Recently acquired a 4" Ruger GP-100 .357 (price too good to pass up). Primarily a .45 guy, so .357 is untrod ground for me. Thanks in no small part to the search function on these forums I’m fairly solid on ‘standard’ JHP ammunition choices. However I’m looking for input on the heavier rounds. Specifically hard-cast.
I’ve noted the 180gr WFNGC rates high marks. I’m curious about the general consensus on the 200gr offerings. As an example: DT states (YMMV) 1300fps on the 180 vs 1200fps on the 200. I tend to live by the bigger-is-better mantra, but figured I’d ask the question.
Is there a specific reason not to go with the 200gr WFNGC? Would either of these weights outperform more standard quality JHP offerings in a defensive role as opposed to strictly woods carry?
They’ll probably give you better penetration than a JHP.
Of the two choices you have described, the .357 200 gr. WFNGC @ 1200 fps will give you slightly better penetration (about 50" in soft tissue) than the 180 gr. WFNGC @ 1300 fps (about 47") assuming that neither round suffers significant deformation.
Since they are of identical configuration, both WFNGCs will crush the same amount of tissue over the same distance so I doubt that there is much to gained from the heavier load since a bullet that exits a body ceases to crush tissue at that point. The 200 gr. WFNGC might have an edge against heavy bone if that is a concern.
Might wanna check those DT velocities for yourself over a chronograph before taking DT’s word for it, too. That 4" tube may bleed off some of that steam.
Without knowing where you are and the critters that you are likely to encounter it’s hard to say what you ought to be using for “woods carry”, but I’d go with the heavier load as a general rule of thumb.
We cast and load a 185gr WFN-GC in the .357 Magnum. It’s a local favorite for deer and bear hunting. 1215fps from a 4 inch revolver and 1732fps from the Marlin 1894C lever. It’s rare that a hunter recovers a bullet on a deer, getting complete pass through. I doubt it would stay inside the body cavity of the average adult human.
The 200gr versions I’ve seen would have better sectional density and will theoretically penetrate deeper. Leaving published versus actual velocities alone, 20gr more at 100fps faster I don’t think is going to mean much difference to the animal or human. I have shot whitetail inside 50y with a bullet cast from the Lyman 358627 mould, which is a 215gr SWC-GC that weighs 230gr when cast from wheel weight alloy, sized, lubed, and gas check seated. Bang-flop both times.
Buy a box of each and use what shoots best from your gun.
My take-away thus far: the difference between 180-200gr hard-cast is the distance of the tree behind the target that soaks up the round. Non-deform is non-deform.
For the record, potential woodland adversaries: coyote, cougar, bear, and deer. Yes… deer as an adversary. A rutting buck ran across a busy four lane highway to target the driver’s door of my sedan (scared the bejesus out of my 16yr old son, who was driving). Crazy amount of damage to the car… the buck walked away. Laughing, I think.
They’re evil… don’t let anyone tell you any different.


— Task to carry out —
Make an exact copy of the records, with the pictures left out.

=== Given data ===

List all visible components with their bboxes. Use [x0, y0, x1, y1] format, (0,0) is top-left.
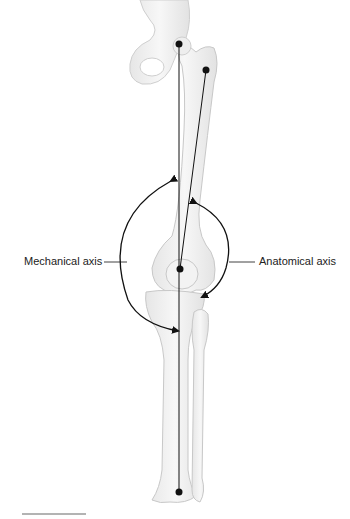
fibula-bone	[192, 309, 209, 502]
ankle-center-dot	[176, 489, 183, 496]
hip-center-dot	[176, 41, 183, 48]
mechanical-axis-label: Mechanical axis	[24, 255, 102, 267]
anatomical-axis-label: Anatomical axis	[259, 255, 336, 267]
knee-center-dot	[177, 266, 184, 273]
trochanter-dot	[203, 67, 210, 74]
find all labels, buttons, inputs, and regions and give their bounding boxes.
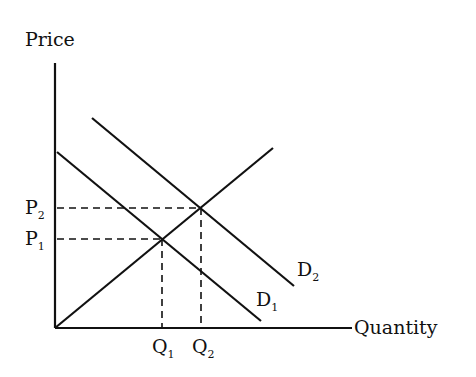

===

— Task answer —
List all visible components with their bboxes. Use [x0, y0, x1, y1] format, (0,0) is top-left.
fibula-bone	[192, 309, 209, 502]
ankle-center-dot	[176, 489, 183, 496]
hip-center-dot	[176, 41, 183, 48]
mechanical-axis-label: Mechanical axis	[24, 255, 102, 267]
anatomical-axis-label: Anatomical axis	[259, 255, 336, 267]
knee-center-dot	[177, 266, 184, 273]
trochanter-dot	[203, 67, 210, 74]
find all labels, buttons, inputs, and regions and give their bounding boxes.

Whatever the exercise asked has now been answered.